Of course, the president doesn’t actually support any of this — his views on immigration are indistinguishable from those of Ted Kennedy. This is boob bait for immigration hawks, offered to lure enough lawmakers into accepting amnesty and immigration increases in principle, so that negotiations on the price can begin.

But it’s all a charade. The problem with the various immigration proposals is not that they’re not punitive enough; the problem is that they would legalize illegals and increase immigration. In this sense, all the plans being offered are the same in their two essential characteristics — they let the illegals stay and admit even more in the future.
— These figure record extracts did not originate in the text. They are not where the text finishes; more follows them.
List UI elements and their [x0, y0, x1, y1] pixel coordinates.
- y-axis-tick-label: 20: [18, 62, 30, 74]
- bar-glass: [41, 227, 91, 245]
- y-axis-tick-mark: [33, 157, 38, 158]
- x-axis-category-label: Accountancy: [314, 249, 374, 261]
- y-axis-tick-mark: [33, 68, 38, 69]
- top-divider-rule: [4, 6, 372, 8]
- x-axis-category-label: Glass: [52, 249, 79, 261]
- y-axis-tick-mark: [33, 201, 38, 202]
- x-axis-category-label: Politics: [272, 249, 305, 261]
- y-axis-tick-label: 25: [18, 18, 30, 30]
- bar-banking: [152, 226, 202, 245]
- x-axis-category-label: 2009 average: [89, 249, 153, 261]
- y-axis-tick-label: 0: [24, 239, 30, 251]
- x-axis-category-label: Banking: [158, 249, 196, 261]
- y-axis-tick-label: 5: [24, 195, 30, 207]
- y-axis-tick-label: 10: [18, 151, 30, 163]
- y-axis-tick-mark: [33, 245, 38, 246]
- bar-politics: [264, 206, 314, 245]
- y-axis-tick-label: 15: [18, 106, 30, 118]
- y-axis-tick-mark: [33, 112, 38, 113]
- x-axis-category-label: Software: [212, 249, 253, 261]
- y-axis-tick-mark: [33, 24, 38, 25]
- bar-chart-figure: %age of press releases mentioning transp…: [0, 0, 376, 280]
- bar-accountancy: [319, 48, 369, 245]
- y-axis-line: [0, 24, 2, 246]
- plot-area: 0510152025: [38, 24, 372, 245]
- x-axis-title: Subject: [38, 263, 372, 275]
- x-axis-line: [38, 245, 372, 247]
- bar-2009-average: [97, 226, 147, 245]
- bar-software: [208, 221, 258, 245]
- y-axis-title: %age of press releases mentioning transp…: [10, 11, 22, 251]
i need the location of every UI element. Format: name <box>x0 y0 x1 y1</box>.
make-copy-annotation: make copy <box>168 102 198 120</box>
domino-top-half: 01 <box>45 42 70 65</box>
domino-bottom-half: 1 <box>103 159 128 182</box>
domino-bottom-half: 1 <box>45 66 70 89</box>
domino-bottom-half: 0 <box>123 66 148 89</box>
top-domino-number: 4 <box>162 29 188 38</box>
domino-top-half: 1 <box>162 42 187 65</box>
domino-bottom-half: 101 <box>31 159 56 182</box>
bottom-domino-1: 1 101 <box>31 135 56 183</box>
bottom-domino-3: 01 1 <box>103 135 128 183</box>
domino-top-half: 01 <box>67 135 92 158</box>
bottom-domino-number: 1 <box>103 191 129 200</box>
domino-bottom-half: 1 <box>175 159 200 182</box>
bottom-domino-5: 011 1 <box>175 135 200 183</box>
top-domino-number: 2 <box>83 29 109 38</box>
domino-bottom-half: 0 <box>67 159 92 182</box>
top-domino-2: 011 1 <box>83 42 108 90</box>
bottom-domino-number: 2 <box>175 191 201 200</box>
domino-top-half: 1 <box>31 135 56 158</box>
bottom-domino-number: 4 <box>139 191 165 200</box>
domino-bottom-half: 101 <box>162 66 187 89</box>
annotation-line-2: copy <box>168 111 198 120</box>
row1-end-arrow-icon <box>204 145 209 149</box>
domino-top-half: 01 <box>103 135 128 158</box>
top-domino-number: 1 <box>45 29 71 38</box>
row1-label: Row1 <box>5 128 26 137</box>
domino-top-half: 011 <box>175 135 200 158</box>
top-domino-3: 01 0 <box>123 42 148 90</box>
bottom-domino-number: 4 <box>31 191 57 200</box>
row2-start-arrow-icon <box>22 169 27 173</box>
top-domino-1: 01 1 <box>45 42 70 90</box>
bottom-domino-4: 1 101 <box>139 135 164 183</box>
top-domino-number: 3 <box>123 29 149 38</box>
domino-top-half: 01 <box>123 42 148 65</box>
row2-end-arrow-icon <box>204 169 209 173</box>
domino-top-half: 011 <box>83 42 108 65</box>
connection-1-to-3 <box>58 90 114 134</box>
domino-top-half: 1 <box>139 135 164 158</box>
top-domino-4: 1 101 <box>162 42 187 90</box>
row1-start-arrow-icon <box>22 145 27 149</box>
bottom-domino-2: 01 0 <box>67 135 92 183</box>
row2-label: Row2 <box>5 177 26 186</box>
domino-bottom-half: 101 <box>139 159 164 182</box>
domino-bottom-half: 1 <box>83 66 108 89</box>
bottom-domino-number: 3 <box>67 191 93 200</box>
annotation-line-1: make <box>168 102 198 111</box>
Everything else is just window dressing, and some of it pretty ugly window dressing.

What immigration hawks actually want is steady, predictable, unapologetic enforcement of the laws, with an eye toward downsizing the illegal population through attrition, as more and more illegals give up and deport themselves. This would, of course, cause hardship for illegals and their employers, but it would be hardship with a purpose — to reassert control over the immigration system and establish legal status as a labor standard.

The administration’s calculation that it can make amnesty and increased immigration palatable if only they are packaged with enough anti-immigrant measures is an insult to immigration hawks. Our response must be unequivocal: No Amnesty. No Guestworkers. Period.